Sure, but I think you also miss some background about how my queries are
generated. In fact, I have a legacy application which has its own query
format. I am able to map this query format to various search engines,
including Lucene, MG4J and now I am working on Elasticsearch. This
abstract query format is quite old and while I am able to map it to
various search engines, it's logic is sometimes slightly different from
the underlying search engine. This abstract model does have a notion of
filter on a query, and I could use it, but there is another problem :
The second point is about the query format. My abstract query model is
an object model. The input format is parsed into this abstract model. I
had XML until now, and I'm adding a JSON format now. I posted a message
yesterday regarding the ability to use the internal JSON parsers from ES
to be able to reuse the Elasticsearch syntax at some points.
Unfortunately, this is not possible unless using the "extraSource"
parameter of a query. Having those two points in mind, I have a choice
to make :
- add the ability to use the ElasticSearch JSON syntax of a query
filter inside my own JSON query format, but it would require me to write
parsers for the various filters ES supports
- add an "extraSource" section into my custom JSON format where the
user may add a filter. This is the solution I managed to implement.

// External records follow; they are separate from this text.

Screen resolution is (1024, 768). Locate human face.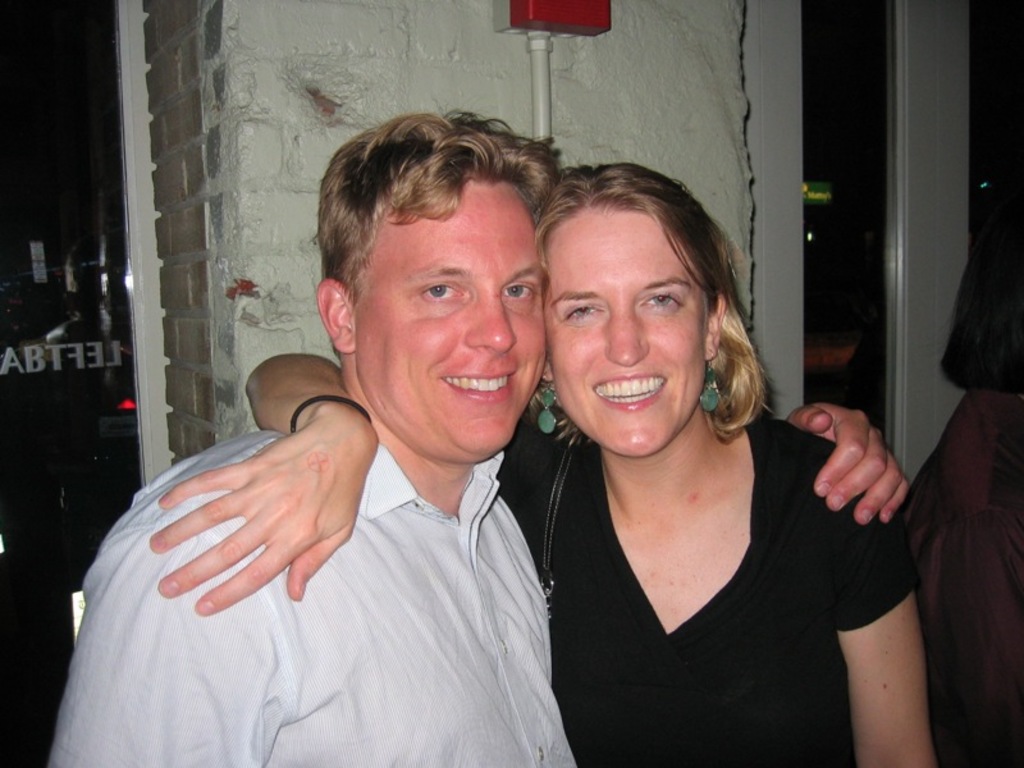
x1=348, y1=174, x2=552, y2=454.
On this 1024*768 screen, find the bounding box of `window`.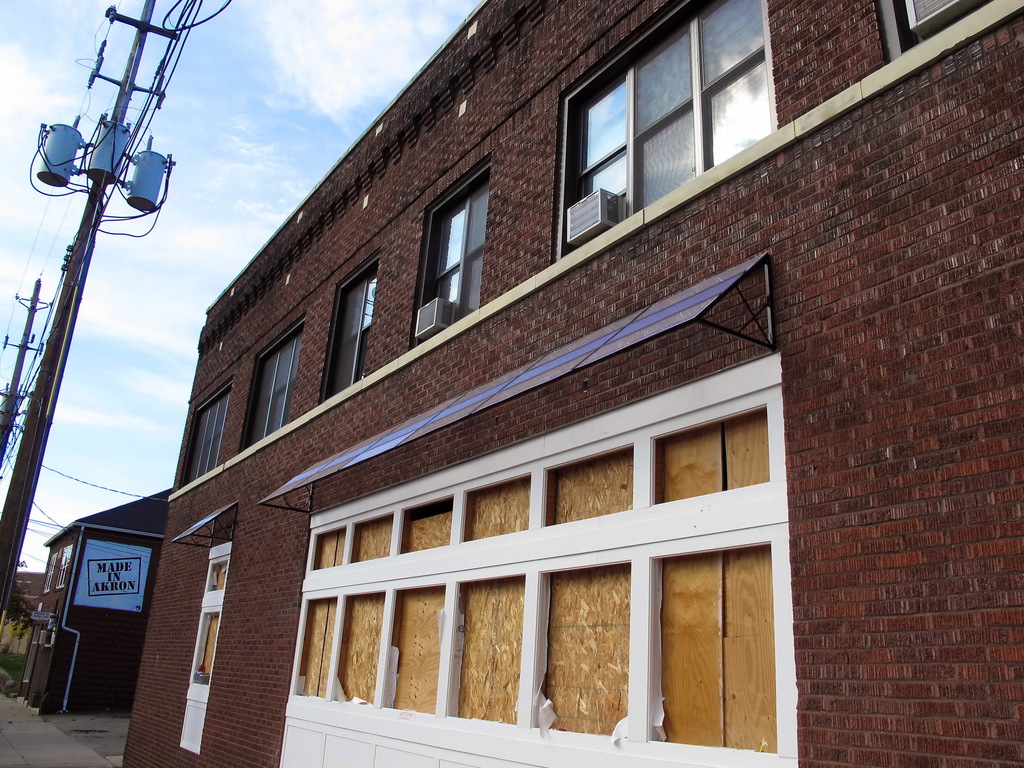
Bounding box: locate(412, 150, 490, 337).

While it has the restriction of not being able to add a filter on every
subquery, it is perfectly acceptable. However, the problem with this
solution is that the user must use a boolean AND query in order to
emulate a filter at the query level to have the filters "used" by the
facets. Indeed, this is not a filter and suffers performance penalties.
Having a flag allowing the "global filter" to be used by facets would
solve this issue for me. The alternative, reimplementing json parsers
where I wanted the very same format as Elasticsearch to be supported,
looks unproductive.
I hope this makes it clearer why I think this flag would be useful
Le 07/07/2011 11:38, Clinton Gormley a écrit :
On Thu, 2011-07-07 at 11:29 +0200, Cédric Champeau wrote:
I understand, but in a facetted search, I would expect everything to be
refined, so the facet counts should IMHO change whenever I add a filter.
I still think an option to make have the global filter used by the
facets would be nice
Cedric, I think you missed my point. The top-level filter is there ONLY
for situations where you specifically DON'T want the facets to be bound
by your filter.
So if you use the filtered query, then it will do exactly what you want.